Problem to solve –
Nothing but the lines from the one containing "The image size is (532, 411)." through the end of the data below should appear in the answer, each exact and free of pictures.

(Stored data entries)

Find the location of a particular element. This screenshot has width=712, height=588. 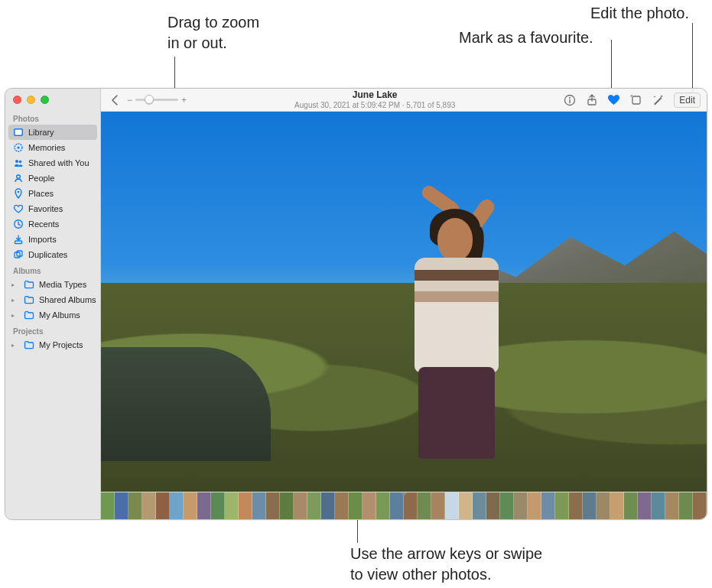

sidebar-item-duplicates: Duplicates is located at coordinates (53, 255).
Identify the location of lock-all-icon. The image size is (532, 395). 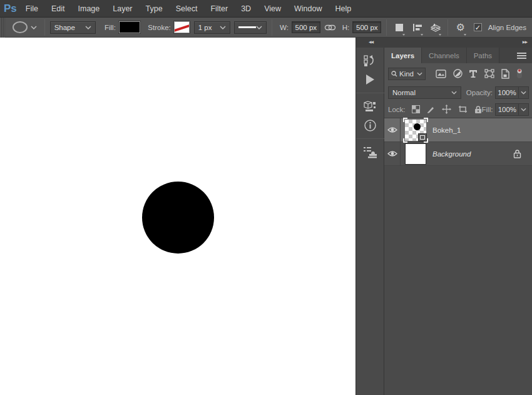
(478, 110).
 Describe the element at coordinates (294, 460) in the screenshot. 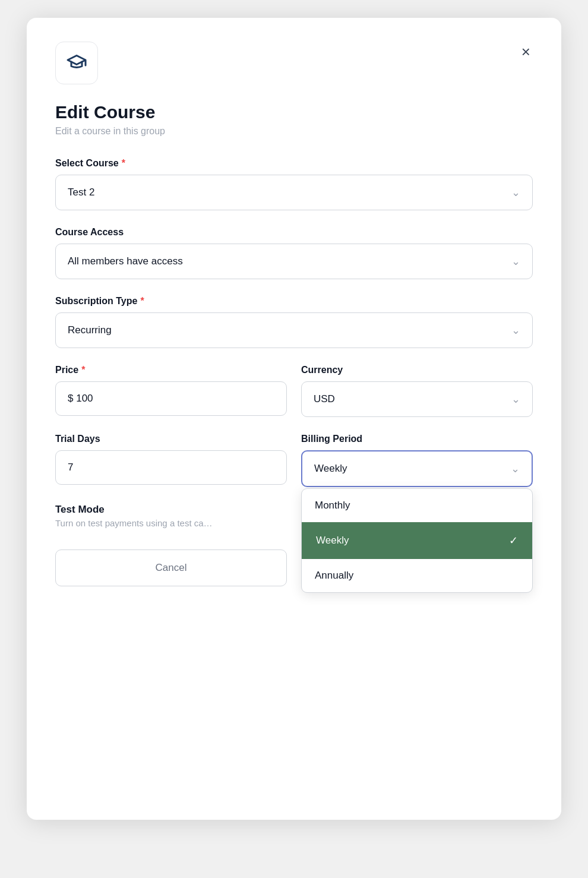

I see `trial-billing-row: Trial Days Billing Period Weekly ⌄ Month…` at that location.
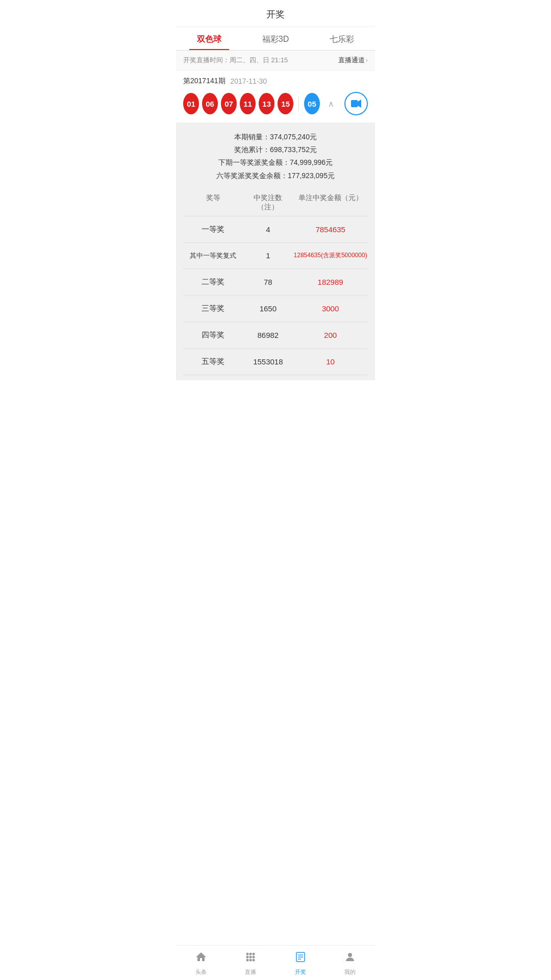 Image resolution: width=551 pixels, height=980 pixels. I want to click on nav-item-live: 直播, so click(251, 963).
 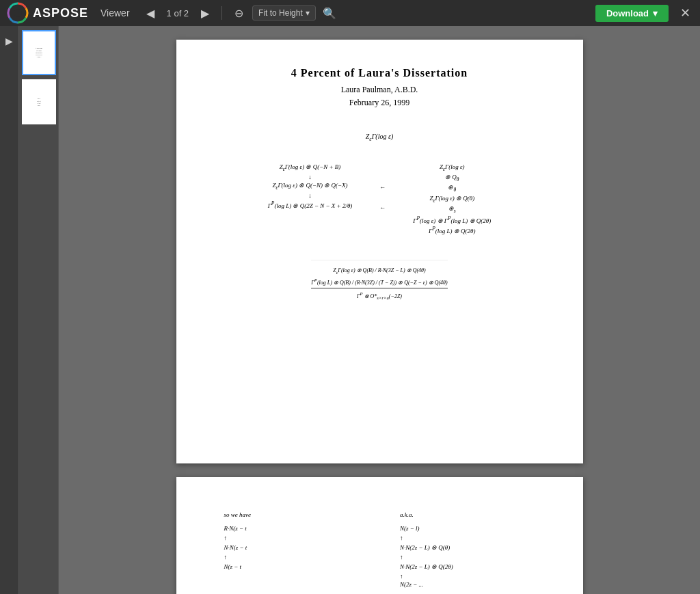 What do you see at coordinates (379, 73) in the screenshot?
I see `page1-title: 4 Percent of Laura's Dissertation` at bounding box center [379, 73].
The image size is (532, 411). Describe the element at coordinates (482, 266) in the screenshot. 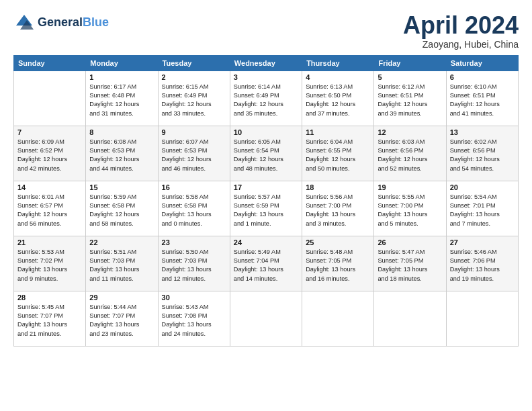

I see `day-info: Sunrise: 5:46 AM Sunset: 7:06 PM Dayligh…` at that location.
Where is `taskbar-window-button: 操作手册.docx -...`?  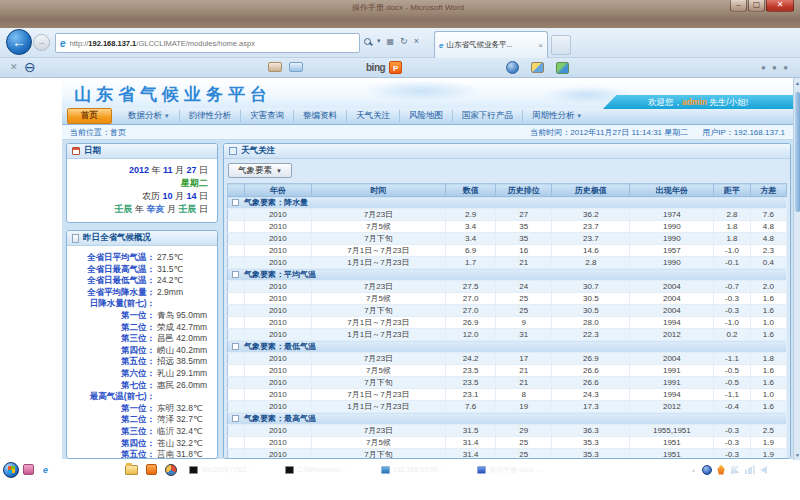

Task response –
The image size is (532, 411). Describe the element at coordinates (482, 266) in the screenshot. 

I see `day-info: Sunrise: 5:46 AM Sunset: 7:06 PM Dayligh…` at that location.
Where is `taskbar-window-button: 操作手册.docx -...`?  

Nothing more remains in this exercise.